Westfeldt, 42, doesn't look like a rebel. She's a smiley, earnest, down-to-earth, fashionable Upper-Westsider, chatting cheerfully while brushing back her long blond hair.
"She's an open book," said Jon Hamm, her boyfriend of 14 years and a co-star of "Friends With Kids." "There's not a lot of subterfuge or deflection in her, probably to her detriment. Sometimes the press can be a nasty beast, no offense. She is the most open-hearted, sweetest most loving person that I know. And I think that's pretty obvious in her work."
That work includes stints on Broadway and numerous TV series, but her most personal work are her three penned films, all of which reveal an instinct to reexamine society's assumptions.

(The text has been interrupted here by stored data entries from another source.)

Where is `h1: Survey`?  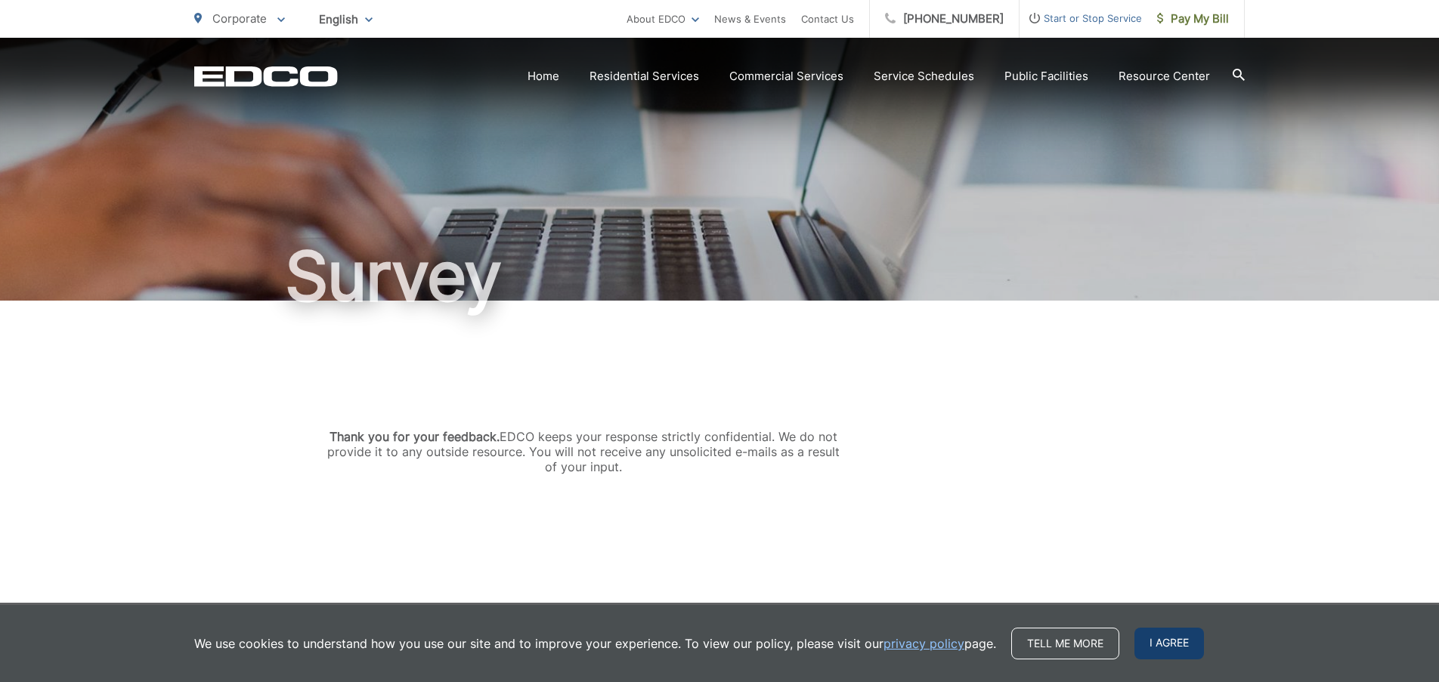 h1: Survey is located at coordinates (719, 277).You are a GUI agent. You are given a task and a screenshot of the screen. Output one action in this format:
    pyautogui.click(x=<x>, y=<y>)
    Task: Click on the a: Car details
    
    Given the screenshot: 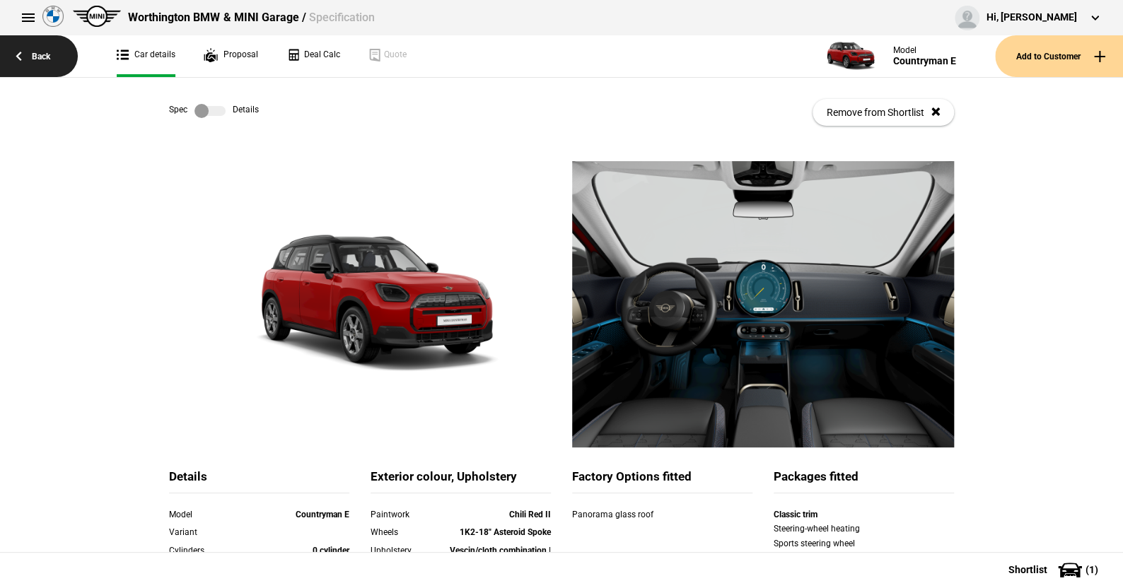 What is the action you would take?
    pyautogui.click(x=146, y=56)
    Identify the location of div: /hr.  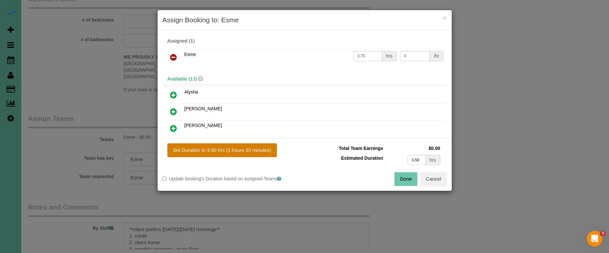
(436, 56). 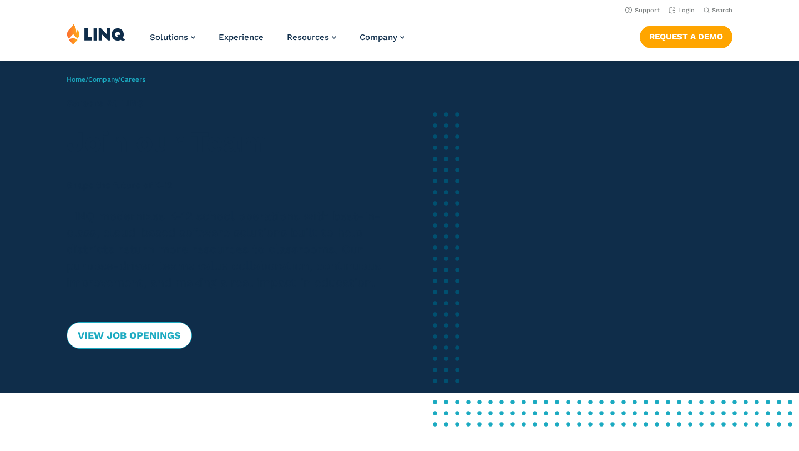 I want to click on p: LINQ modernizes K-12 school operations with best-in-class, cloud-based software solutions built t..., so click(x=224, y=249). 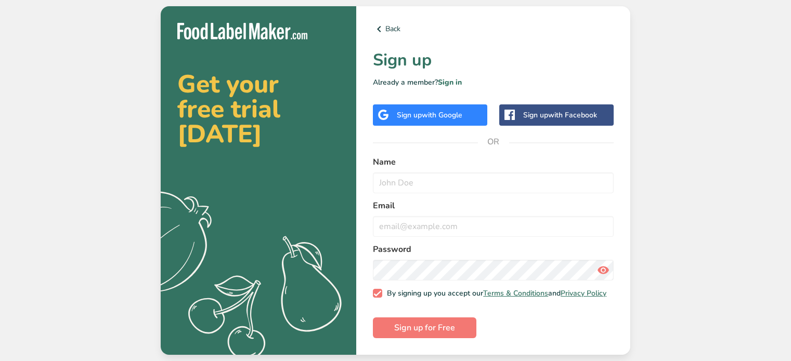 I want to click on h1: Sign up, so click(x=493, y=60).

"Friends With Kids" may sound like a facile premise, but the title has a double meaning. As much as it's about a pair of friends having a baby, it's about the experience of seeing your close friends marry, move to the suburbs (or, in the film, Brooklyn) and lose their old identities behind a BabyBjorn wall.
Julie and Jason's circle of friends have all crossed the child Rubicon, with varying results. Maya Rudolph and Chris O'Dowd play a sleep-deprived couple drowning in diapers but surviving, while Kristen Wiig and Hamm are in a relationship becoming undone by the stress of parenting.

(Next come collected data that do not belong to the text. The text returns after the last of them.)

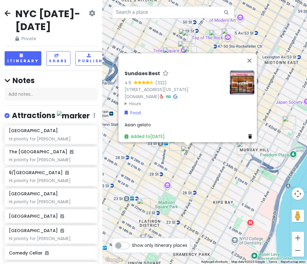 Image resolution: width=307 pixels, height=264 pixels. I want to click on div: Adel's Famous Halal Food, so click(216, 36).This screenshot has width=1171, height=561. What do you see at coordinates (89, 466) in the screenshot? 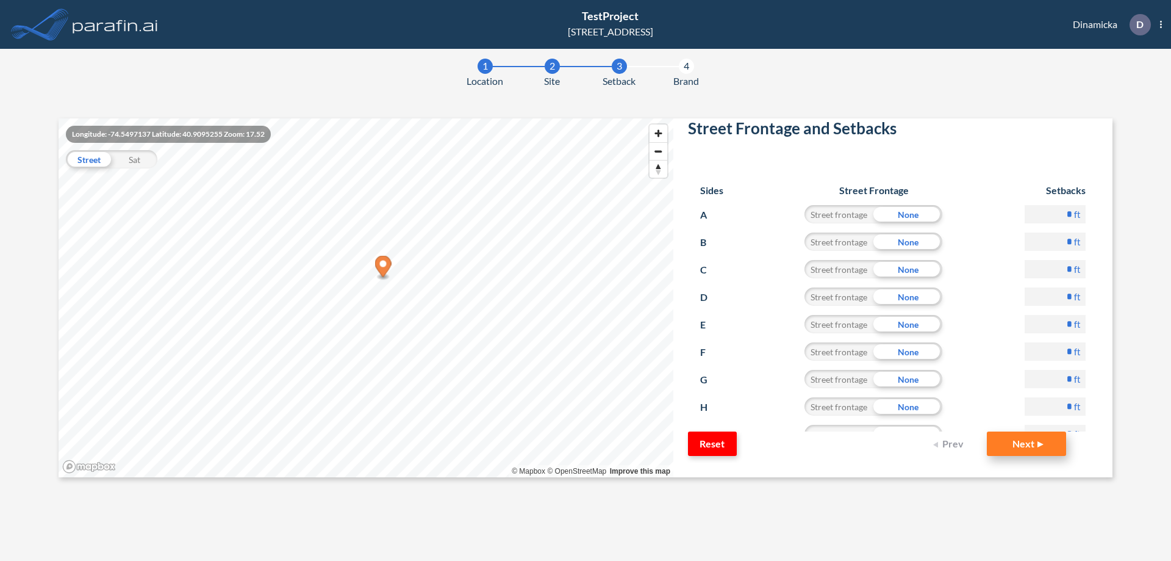
I see `a: Mapbox homepage` at bounding box center [89, 466].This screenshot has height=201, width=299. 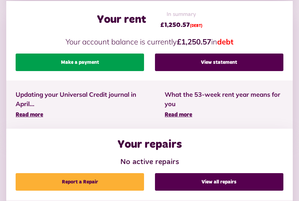 What do you see at coordinates (150, 145) in the screenshot?
I see `h2: Your repairs` at bounding box center [150, 145].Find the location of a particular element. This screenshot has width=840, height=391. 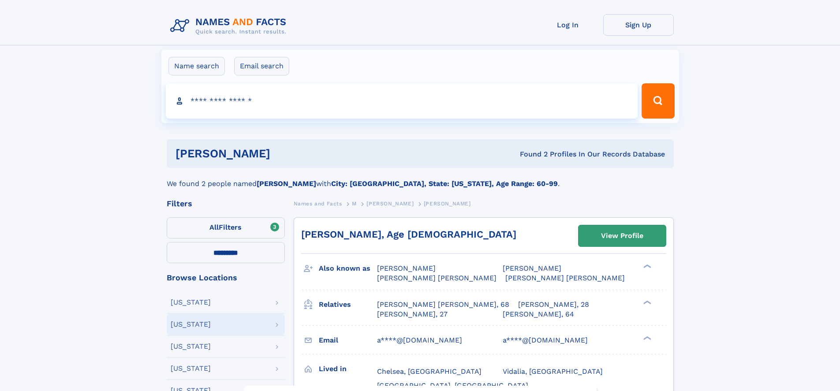

button: Search Button is located at coordinates (658, 101).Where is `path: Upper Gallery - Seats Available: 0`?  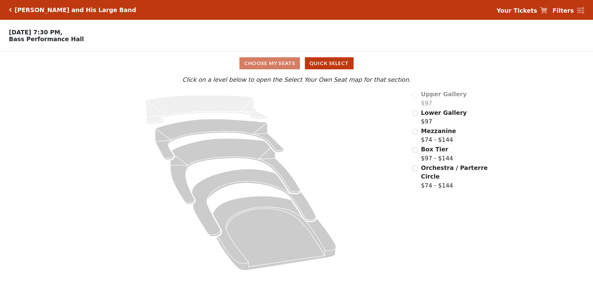
path: Upper Gallery - Seats Available: 0 is located at coordinates (206, 110).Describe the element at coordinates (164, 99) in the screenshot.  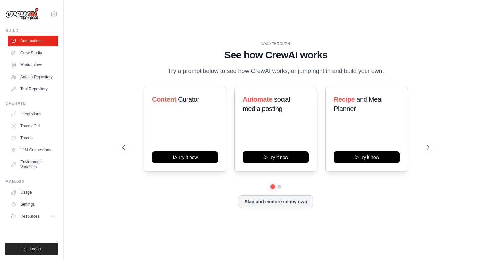
I see `span: Content` at that location.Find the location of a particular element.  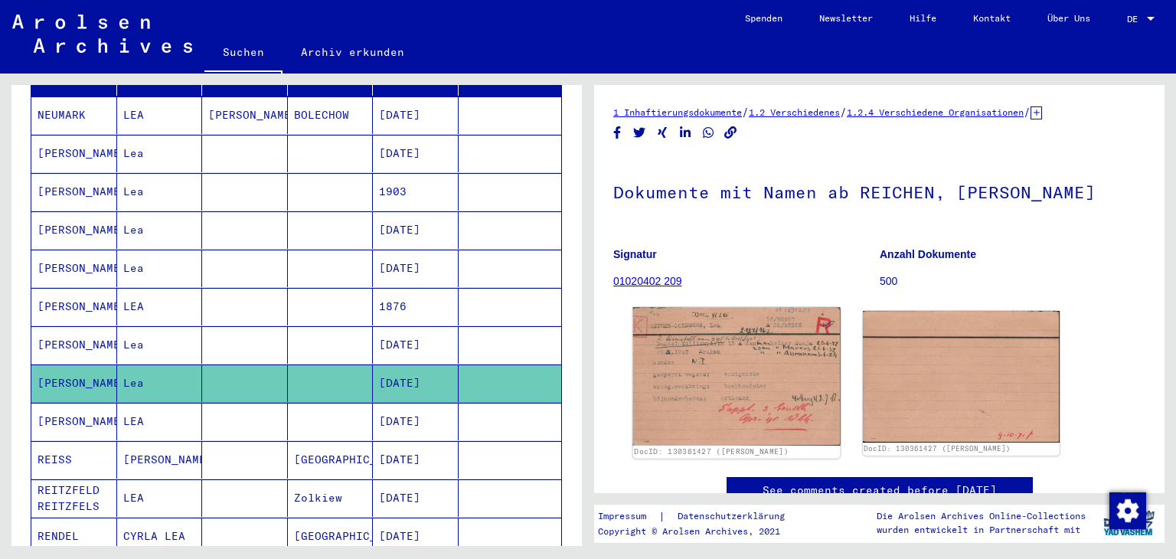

Much of the film, shot on a small budget over four weeks last year in the midst of one of New York's snowiest winters, is centered on a trio of dinner scenes.
With cinematographer Will Rexer, Westfeldt studied the camera movements of large dinner scenes in films like "Hannah and Her Sisters" and "The Big Chill."
"It really was the ensemble dynamic that I was most interested in," Westfeldt said. "The original kernel was just being out of sync with my peer group."
Scott and his wife, producer Naomi Sablan, are old friends of Hamm and Westfeldt. With two kids of their own, they were very much part of those peers.
"My first reaction when I read the script was that I was very moved by it, but at the same time, I was just kind of like, 'Oh s---. I'm sorry, you guys'," Scott said. "We were exactly those friends who disappeared when we were at home with a colicky baby."
Hamm and Westfeldt don't have children. They split time between New York and Los Angeles, where they have a house and a beloved shepherd mix rescue.
"Jon says we live in LA. I say we're entirely bicoastal," said Westfeldt, unready to divorce herself from a Manhattan identity.
The relatively recent fame that "Mad Men" has brought Hamm has made their relationship more public than either Westfeldt or Hamm would like.
Westfeldt stresses the importance of keeping a separate, private life outside of "the swirl," and shrugs at the prying: "What are you going to do?"